Shooting at night, Jordan ended up living like a vampire himself, hanging round late-night bars, touring the swamps and graveyards, noting the candles and gris-gris on the tombstones. He met New Orleans’ two warring voodoo queens to discuss whether they should do their Power Dances in the film for real.
“In the end, we decided it was better not to.”

He does not seem to find the fact that one of the queens works as a post-mistress unusual.

One night, in the middle of the night, Jordan had a call from the concierge of the small, French hotel where they were staying.

“He says, ‘I believe you’re making this film ‘Interview With The Vampire’. Well I just want you to know, I am the head vampire in the whole of New Orleans’. He was absolutely serious.”

Back at home in his Georgian terraced house overlooking the bay of Dalkey, outside Dublin, you get the impression that Jordan is inclined to believe he was real, too.

After all, Lestat’s enormous, elaborate coffin has centre-stage in the living room – to be used (one trusts) as a coffee table. Jordan seems like a man who is drawn to such superstitions by instinct.

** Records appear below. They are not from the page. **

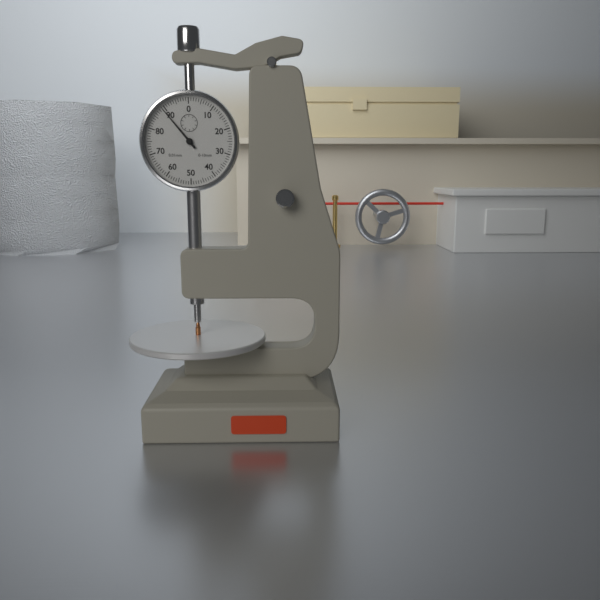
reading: 0.89 mm
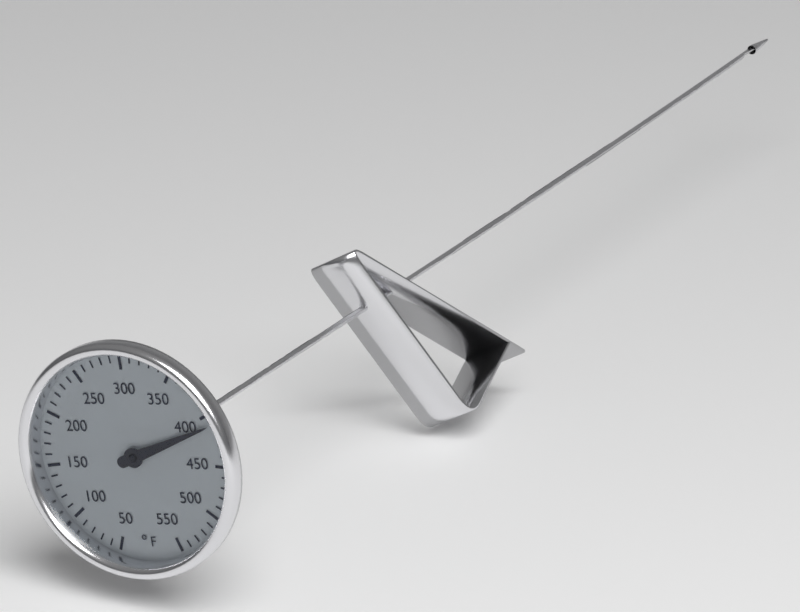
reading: 410 °F
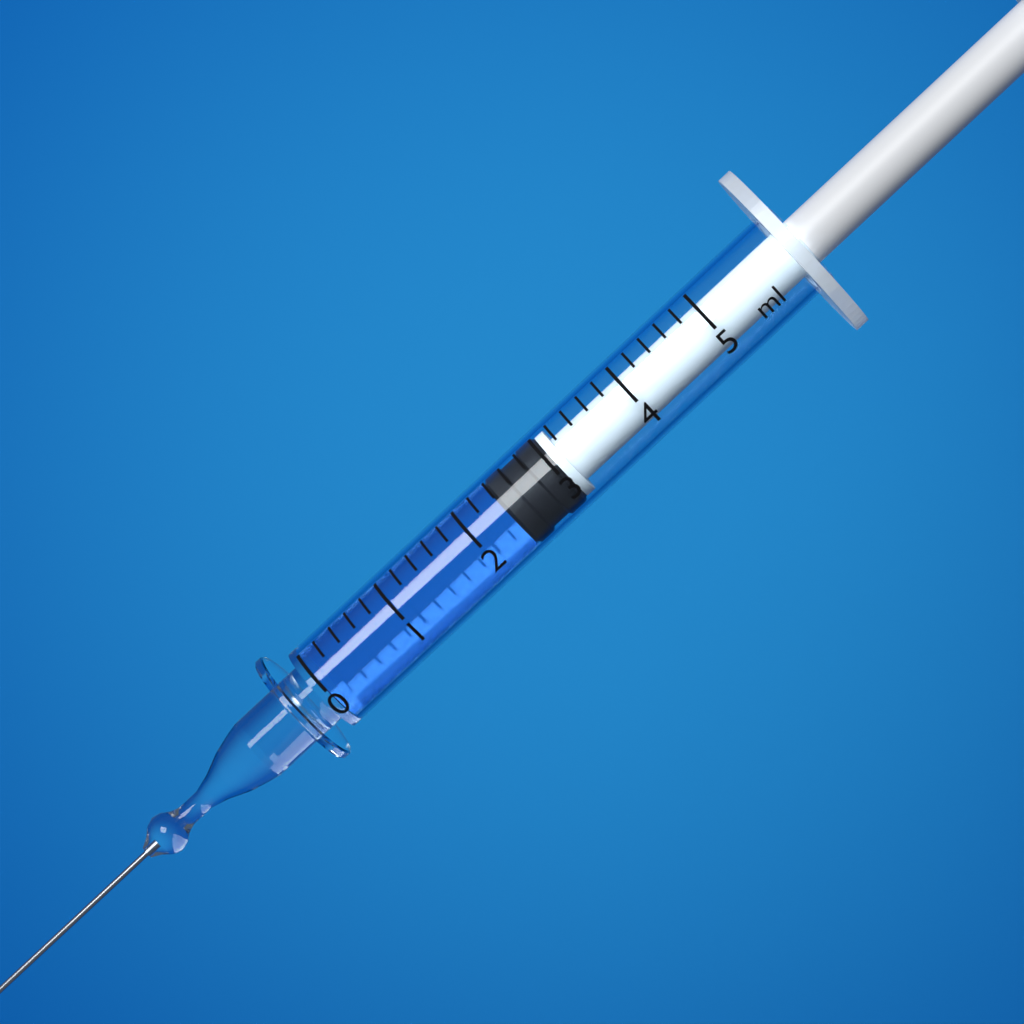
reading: 2.4 ml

When I suggest the weeping Madonna in ‘We’re No Angels’ is rather crass, he argues: “but she did create miracles: she made the dumb girl speak” so vehemently you could forget we were arguing about a movie.

And in both his new novel and in ‘Danny Boy’, Jordan has the image of a child preacher – the 7th son of the 7th son – evidently seeing them, not as a cheap racket, but a rather spooky symbol of the supernatural or superstitious.

“They’re part of Irish life. I grew up with them,” he acknowledges, admitting the image gets its power from the possibility that the child really has a gift. “I would believe that, yeah. I’d like to. I’m not religious but I wouldn’t rule it out, no.”

As for believing in trapped souls, he laughs: “I don’t know about any trapped souls, you know. Except for myself.” He smiles, trying to make it sound like a joke.

He paces the terrace, humming or singing to himself out loud, an edgy mess of nervous tics, terrors. Outside, the sun is setting over the sea, the sign that if they’re there, the vampires are free to come out. Jordan sits in the shadows, ready for one last story.

“Some years ago, a friend of mine committed suicide. I was travelling a lot and came back and heard the news that he’d committed suicide. I talked about it with my wife, why he did it, you know… Then two years later, down in West Ireland, I met another friend of his, and we were talking about it, and he was obviously still very distressed about it and when I asked him why, he said ‘well it only happened last week’.”

Jordan pauses a moment to let this sink in.
“That’s odd, isn’t it ?” he asks simply. “So anyway, I rang my wife and said, ‘didn’t we talk about this, like two years ago ?’ and she said yes, we did. And yet he’d killed himself only the week before.”

Again, Jordan’s thoughts seem to wander and he just stares out to sea, watching the sunset, with the story twisting around his imagination, letting himself drift into another world.